> **Required action**
Each record below should be returned exactly, with its pictures left out.
━━ Stored data
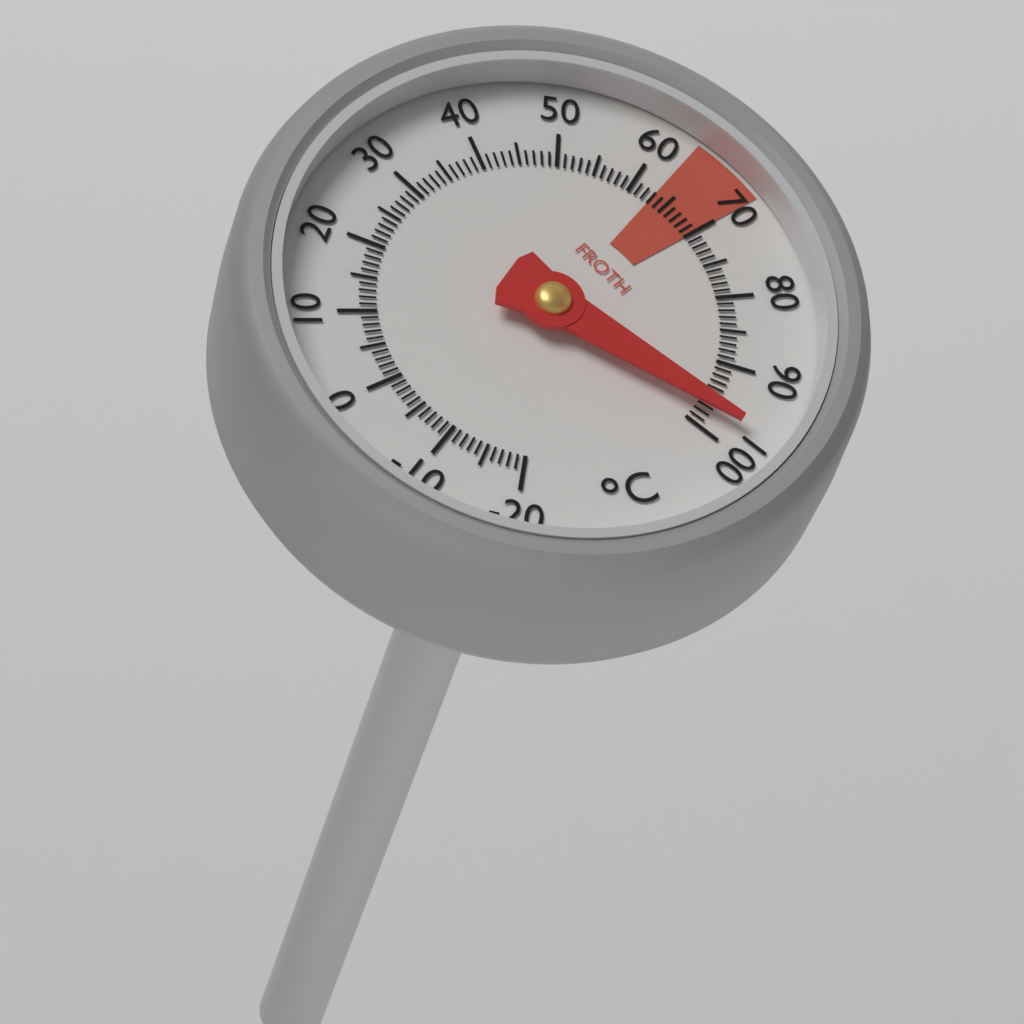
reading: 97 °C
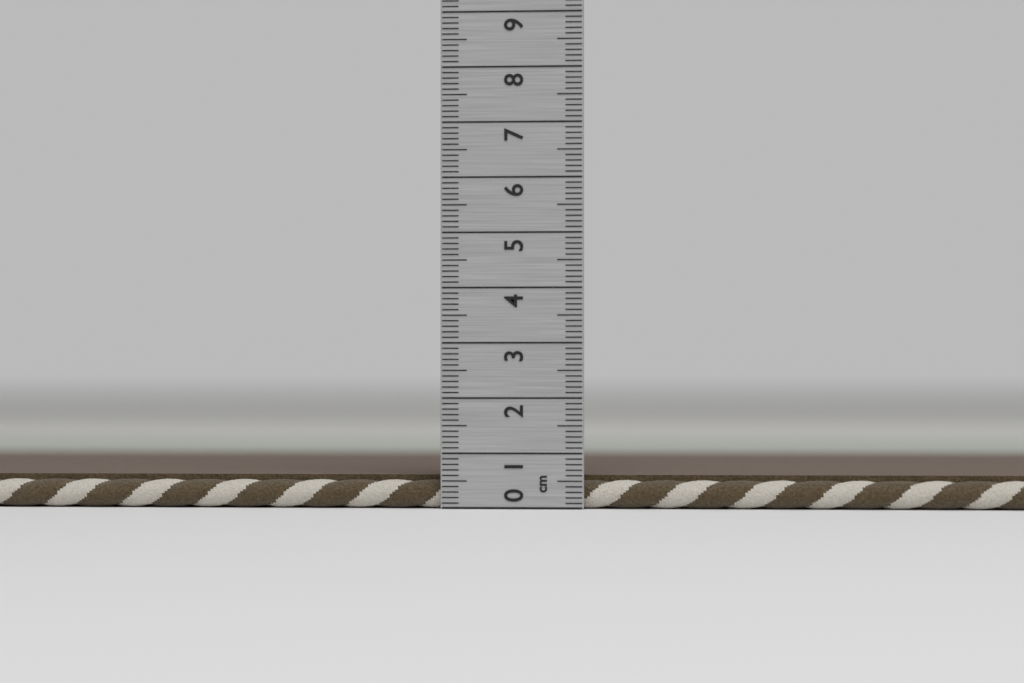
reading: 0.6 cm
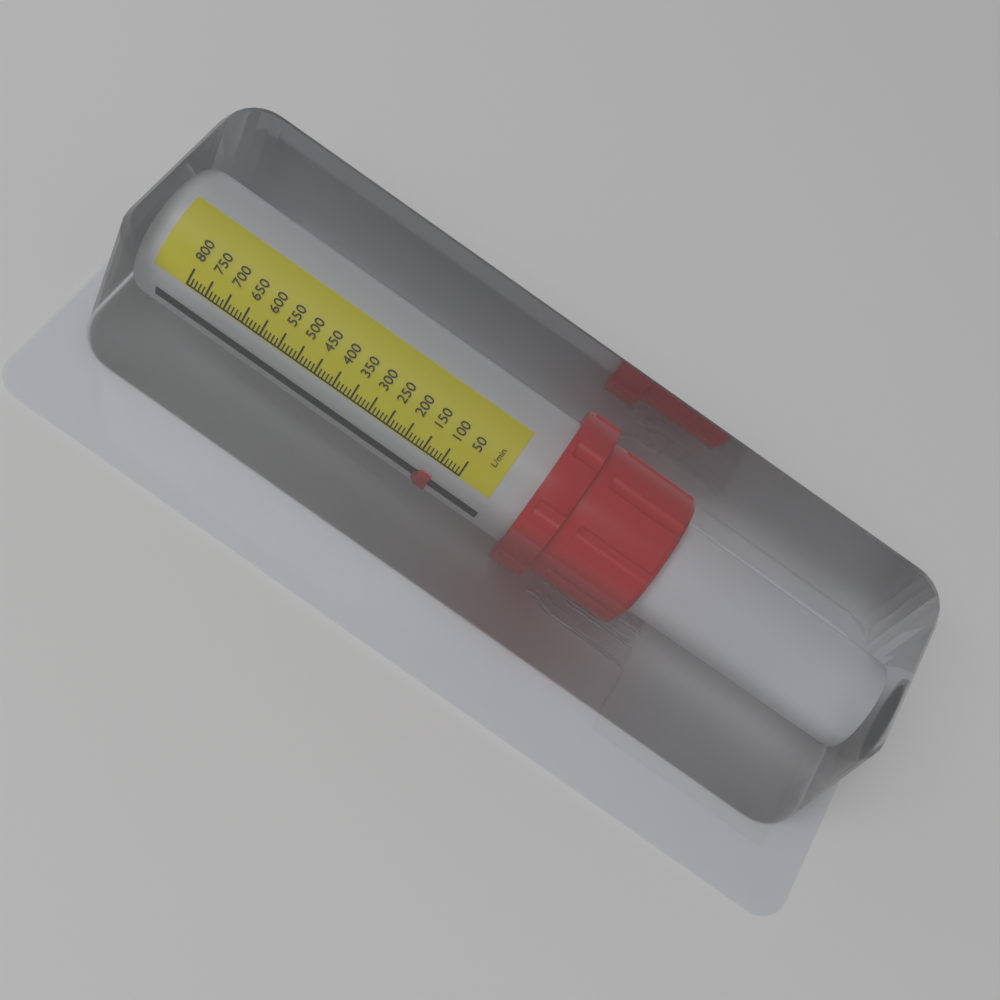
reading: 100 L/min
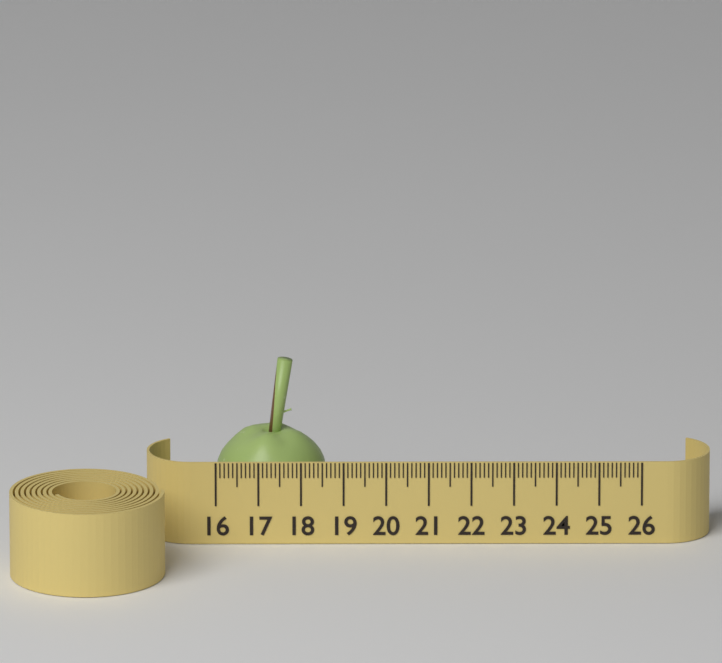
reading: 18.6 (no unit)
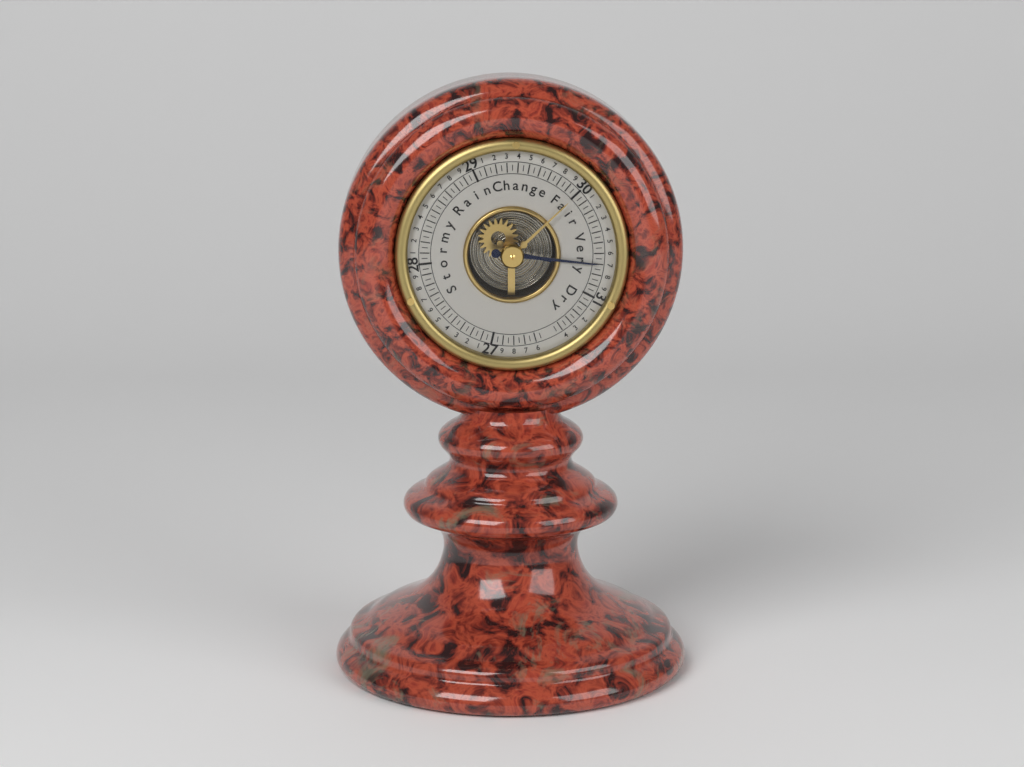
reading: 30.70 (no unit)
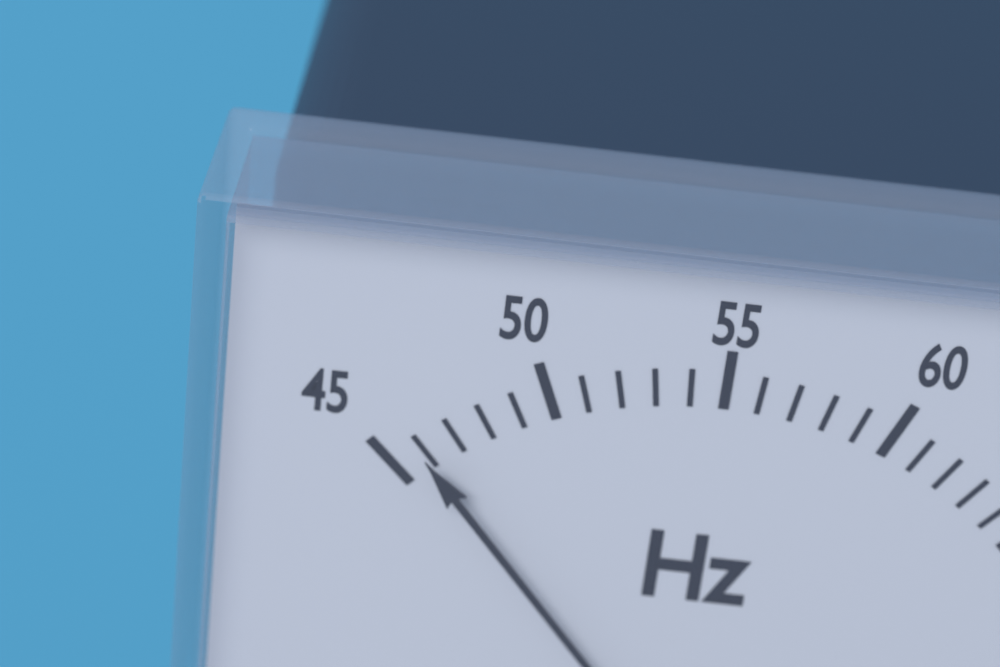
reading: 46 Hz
━━━━
> **Task result**
reading: 97 °C
reading: 0.6 cm
reading: 100 L/min
reading: 18.6 (no unit)
reading: 30.70 (no unit)
reading: 46 Hz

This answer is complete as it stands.